No — not for delivery. Distribution territories are exclusive and set by address; Southwestern Public Service Co and Southwestern Electric Power Co do not compete for the same meters. Texas does have retail supply choice: customers of either utility may buy the supply portion from a licensed third-party supplier, or stay on the utility's default supply rate. An offer only saves money if it beats your utility's price to compare (printed on the bill); compare offers at powertochoose.org. The price gap above mainly matters when choosing where to live, comparing towns, or benchmarking your bill.

Questions people ask

Is Southwestern Public Service Co cheaper than Southwestern Electric Power Co?
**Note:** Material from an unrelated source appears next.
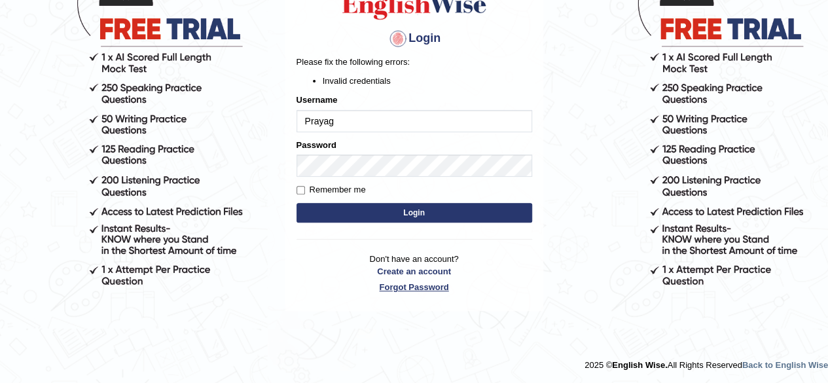  Describe the element at coordinates (785, 365) in the screenshot. I see `strong: Back to English Wise` at that location.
No — in 2024 Southwestern Public Service Co customers averaged 13.35 cents/kWh versus 12.03 for Southwestern Electric Power Co (EIA-861). Southwestern Electric Power Co was cheaper by 1.33 cents, about $143 per year at 10,800 kWh.
Can I switch from Southwestern Public Service Co to Southwestern Electric Power Co?
No — distribution territories are exclusive and set by address; you cannot pick between the two wires companies. Texas does allow supply choice: either utility's customers can shop the supply portion at powertochoose.org if an offer beats the utility's price to compare.
Why is Southwestern Public Service Co more expensive than Southwestern Electric Power Co?
EIA-861 averages reflect everything customers actually paid — supply costs, delivery rates, riders, and surcharges across each territory. Differences in generation mix, grid investment, storm costs, and customer density between Southwestern Public Service and Southwestern Electric Power territory all feed the 1.33-cent gap.
About these numbers. Rates shown are averages computed from federal regulatory filings (EIA Form 861) and public tariff databases — confirm with your utility before making decisions; your actual rate depends on your tariff, usage, and riders. Distribution utility is determined by address and generally cannot be chosen; in retail-choice states you may choose your supplier for the supply portion of the bill. Savings figures use 10,800 kWh/yr (US average residential usage) and are estimates, not quotes. EnergySavings is an independent data project by CertiHomes and is not affiliated with any utility, supplier, or government agency.